Hull: The key measure of success for me will be that we get to a place where we can genuinely match people to jobs based on their skill sets – that people feel these are good matches, that the organisation feels these are good matches, and we can then speed up that matching, and it can become the death of succession planning and all the work that goes into that. In fact, that would be a good measure of success. So we no longer have any succession planning, we literally just let the matching happen and we create this talent marketplace based on skills.
What advice do you have for someone looking to move into a similar role?
Wessel: I'd say jump and find your wings on the way down. The most important thing is to make sure that you're learner-focused. If you're passionate about this and you focus on what the right outcome is for your learners, you will have a massive impact. You need to have awareness of the changing world of work and be willing to test things out. You need to be willing to ask questions about why something's working and why it's not. But it's that same learner-focused mindset that will make you successful.

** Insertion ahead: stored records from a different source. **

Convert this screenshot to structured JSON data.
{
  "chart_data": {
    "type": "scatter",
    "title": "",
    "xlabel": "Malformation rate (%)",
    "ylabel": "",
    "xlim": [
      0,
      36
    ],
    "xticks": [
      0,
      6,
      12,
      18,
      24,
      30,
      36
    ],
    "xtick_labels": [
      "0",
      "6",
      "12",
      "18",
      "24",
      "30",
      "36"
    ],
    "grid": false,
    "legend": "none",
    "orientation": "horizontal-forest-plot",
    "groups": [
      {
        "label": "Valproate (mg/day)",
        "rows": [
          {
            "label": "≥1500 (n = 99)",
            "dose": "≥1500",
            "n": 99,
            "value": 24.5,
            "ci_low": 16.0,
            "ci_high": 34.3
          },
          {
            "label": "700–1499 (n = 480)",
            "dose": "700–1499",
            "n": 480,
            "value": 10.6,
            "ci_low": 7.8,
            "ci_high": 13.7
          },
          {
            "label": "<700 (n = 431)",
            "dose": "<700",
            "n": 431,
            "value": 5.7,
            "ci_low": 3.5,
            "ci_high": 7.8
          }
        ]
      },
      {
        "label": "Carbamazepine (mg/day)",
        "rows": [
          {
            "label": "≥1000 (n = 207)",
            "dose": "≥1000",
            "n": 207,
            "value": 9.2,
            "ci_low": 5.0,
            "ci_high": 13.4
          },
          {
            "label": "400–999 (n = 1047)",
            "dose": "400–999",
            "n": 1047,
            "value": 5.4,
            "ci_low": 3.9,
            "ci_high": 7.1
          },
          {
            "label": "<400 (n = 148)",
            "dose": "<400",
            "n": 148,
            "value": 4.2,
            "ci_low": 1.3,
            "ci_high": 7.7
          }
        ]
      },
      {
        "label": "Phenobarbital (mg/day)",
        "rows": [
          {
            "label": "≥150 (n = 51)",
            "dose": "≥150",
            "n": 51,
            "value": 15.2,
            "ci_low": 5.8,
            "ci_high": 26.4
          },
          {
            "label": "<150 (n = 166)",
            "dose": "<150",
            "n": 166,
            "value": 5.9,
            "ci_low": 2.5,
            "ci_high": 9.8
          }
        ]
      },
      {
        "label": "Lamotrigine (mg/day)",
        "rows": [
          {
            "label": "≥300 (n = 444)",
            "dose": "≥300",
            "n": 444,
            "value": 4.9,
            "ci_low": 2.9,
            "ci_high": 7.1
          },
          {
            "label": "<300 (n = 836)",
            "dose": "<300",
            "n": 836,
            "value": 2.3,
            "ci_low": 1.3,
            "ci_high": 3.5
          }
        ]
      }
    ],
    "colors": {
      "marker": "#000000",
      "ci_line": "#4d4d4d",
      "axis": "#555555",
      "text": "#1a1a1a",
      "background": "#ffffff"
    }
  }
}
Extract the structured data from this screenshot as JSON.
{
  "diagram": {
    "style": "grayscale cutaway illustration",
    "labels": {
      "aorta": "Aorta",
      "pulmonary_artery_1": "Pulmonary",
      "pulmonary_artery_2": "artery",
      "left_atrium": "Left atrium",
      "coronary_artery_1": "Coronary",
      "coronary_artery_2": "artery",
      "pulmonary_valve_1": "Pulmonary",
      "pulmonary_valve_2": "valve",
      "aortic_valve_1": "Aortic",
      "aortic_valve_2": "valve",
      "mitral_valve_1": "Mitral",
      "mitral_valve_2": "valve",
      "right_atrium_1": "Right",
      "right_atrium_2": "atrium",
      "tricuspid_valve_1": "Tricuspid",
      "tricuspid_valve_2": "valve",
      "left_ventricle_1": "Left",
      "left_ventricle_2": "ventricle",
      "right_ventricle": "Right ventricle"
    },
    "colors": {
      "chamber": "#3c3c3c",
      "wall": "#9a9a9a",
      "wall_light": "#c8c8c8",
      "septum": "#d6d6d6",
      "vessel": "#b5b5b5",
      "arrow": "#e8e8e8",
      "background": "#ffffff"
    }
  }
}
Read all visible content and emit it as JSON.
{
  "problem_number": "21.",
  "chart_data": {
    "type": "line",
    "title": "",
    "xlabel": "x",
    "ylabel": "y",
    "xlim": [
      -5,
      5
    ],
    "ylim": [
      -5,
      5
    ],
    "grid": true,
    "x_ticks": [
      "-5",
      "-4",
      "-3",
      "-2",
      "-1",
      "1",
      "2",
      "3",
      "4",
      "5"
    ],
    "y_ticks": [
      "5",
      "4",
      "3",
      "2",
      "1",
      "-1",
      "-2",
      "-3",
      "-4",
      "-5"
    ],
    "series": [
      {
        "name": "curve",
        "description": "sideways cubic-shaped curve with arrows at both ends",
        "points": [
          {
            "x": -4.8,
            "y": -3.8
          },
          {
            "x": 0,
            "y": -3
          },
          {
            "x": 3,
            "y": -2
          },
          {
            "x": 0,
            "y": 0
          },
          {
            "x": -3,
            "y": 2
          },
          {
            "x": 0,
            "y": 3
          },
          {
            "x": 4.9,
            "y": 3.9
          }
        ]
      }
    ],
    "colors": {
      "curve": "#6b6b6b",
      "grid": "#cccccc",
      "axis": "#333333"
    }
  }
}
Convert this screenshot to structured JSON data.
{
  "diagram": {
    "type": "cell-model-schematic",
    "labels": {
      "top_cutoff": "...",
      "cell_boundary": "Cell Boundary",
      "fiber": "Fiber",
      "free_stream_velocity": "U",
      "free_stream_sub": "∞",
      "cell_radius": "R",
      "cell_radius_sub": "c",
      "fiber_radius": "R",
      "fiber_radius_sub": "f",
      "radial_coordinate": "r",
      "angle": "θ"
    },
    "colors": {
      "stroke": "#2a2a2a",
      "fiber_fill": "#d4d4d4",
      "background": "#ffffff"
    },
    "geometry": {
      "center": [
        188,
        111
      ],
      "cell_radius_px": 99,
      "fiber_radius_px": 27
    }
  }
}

Hull: Whenever I look at people coming into learning, I want to know that they have a genuine passion and a hunger for learning and development. If you are just doing it to tick a box, that's not going to be enough. You need to have constant curiosity and hunger to learn yourself, because that's what you are wanting to inculcate in others. The other thing is that how learning is designed is a real skill and an art. There's a magic and a science to it. How do you make it relevant in your context? How do you create an environment where people get that surprise factor that makes them remember things? So learning design is another core part of the role, and you've got to be able to interrogate your team's learning design work to make sure that's there. The third piece is you've got to be able to think beyond the causes and resources to that environment, to the network, to the enabling characteristics that you are putting in place within your organization.
From learning infrastructure, to the technology infrastructure, to the mentoring and coaching environment, to the support from leaders, with leaders as teachers. So you've got to have a real passion and a bit of acumen in that space, as well as a good network within the organization to get that side of things to happen.